**How to complete this task**
With the line containing "What do you see at coordinates (525, 1680)" as the first line and the last line of the records as the final one, reproduce that range exactly.

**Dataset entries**
↓↓↓
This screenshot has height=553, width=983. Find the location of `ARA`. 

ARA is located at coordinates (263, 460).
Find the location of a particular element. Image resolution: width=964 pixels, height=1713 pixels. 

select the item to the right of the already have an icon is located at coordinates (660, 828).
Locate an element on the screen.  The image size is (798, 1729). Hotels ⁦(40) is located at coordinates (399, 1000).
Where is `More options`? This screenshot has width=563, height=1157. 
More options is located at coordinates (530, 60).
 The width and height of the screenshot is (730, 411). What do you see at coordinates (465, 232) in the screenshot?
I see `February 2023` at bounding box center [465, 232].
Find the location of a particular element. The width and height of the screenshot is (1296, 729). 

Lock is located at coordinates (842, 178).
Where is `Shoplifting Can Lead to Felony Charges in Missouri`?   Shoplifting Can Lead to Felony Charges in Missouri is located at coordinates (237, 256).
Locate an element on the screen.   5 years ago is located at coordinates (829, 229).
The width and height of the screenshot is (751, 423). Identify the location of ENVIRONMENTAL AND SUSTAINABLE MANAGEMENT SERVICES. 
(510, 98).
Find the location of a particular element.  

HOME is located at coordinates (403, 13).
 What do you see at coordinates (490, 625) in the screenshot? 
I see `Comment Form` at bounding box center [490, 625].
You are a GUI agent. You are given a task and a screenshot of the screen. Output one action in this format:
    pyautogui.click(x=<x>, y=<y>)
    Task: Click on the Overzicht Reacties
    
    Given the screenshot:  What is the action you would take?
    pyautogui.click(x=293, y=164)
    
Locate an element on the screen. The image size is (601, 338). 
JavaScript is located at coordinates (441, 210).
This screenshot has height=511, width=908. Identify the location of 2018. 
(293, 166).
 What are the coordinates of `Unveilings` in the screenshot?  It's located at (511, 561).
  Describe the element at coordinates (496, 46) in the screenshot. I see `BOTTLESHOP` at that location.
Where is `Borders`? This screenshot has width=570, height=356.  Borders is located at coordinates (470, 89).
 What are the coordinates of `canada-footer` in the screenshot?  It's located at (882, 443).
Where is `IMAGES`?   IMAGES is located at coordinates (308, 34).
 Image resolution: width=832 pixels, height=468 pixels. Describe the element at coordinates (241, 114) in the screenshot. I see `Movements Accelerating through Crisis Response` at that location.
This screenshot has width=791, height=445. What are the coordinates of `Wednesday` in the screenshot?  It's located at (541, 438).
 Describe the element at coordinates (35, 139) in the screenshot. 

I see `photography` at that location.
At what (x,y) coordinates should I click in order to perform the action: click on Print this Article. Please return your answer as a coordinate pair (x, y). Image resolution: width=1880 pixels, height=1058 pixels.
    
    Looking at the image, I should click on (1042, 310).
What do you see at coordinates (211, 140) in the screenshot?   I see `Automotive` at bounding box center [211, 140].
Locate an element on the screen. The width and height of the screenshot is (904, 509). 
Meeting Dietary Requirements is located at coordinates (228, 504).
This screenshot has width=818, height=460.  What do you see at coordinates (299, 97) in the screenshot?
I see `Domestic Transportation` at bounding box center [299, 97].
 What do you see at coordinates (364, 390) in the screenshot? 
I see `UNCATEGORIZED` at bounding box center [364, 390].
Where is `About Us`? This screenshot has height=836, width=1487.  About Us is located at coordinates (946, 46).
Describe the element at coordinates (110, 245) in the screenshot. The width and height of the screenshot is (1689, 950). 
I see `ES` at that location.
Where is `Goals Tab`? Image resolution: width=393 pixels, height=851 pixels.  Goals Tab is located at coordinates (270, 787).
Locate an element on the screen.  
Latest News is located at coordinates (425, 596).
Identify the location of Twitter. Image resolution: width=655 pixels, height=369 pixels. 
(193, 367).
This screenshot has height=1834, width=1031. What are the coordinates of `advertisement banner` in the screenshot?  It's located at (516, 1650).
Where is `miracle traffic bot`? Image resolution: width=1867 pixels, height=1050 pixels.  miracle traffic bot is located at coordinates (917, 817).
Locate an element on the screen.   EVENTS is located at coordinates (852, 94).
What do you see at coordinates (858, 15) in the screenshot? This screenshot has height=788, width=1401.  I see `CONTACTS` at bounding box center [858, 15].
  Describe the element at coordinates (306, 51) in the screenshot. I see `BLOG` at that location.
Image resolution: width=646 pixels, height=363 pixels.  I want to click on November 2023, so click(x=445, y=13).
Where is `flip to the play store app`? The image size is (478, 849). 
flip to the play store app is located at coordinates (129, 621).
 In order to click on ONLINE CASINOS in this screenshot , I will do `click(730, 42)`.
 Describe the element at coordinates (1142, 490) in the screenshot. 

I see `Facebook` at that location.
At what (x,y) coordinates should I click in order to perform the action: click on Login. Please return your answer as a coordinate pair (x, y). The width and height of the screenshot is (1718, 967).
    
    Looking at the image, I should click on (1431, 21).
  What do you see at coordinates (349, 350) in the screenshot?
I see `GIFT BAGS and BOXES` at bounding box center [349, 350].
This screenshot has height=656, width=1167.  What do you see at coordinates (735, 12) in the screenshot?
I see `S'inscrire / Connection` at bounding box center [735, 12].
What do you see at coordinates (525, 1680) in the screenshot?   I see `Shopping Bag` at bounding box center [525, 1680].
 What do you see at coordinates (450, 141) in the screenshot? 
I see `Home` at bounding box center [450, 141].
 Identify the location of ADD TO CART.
↑↑↑
**Response to the exercise**
What do you see at coordinates (525, 1680) in the screenshot?   I see `Shopping Bag` at bounding box center [525, 1680].
 What do you see at coordinates (450, 141) in the screenshot? 
I see `Home` at bounding box center [450, 141].
 Identify the location of ADD TO CART.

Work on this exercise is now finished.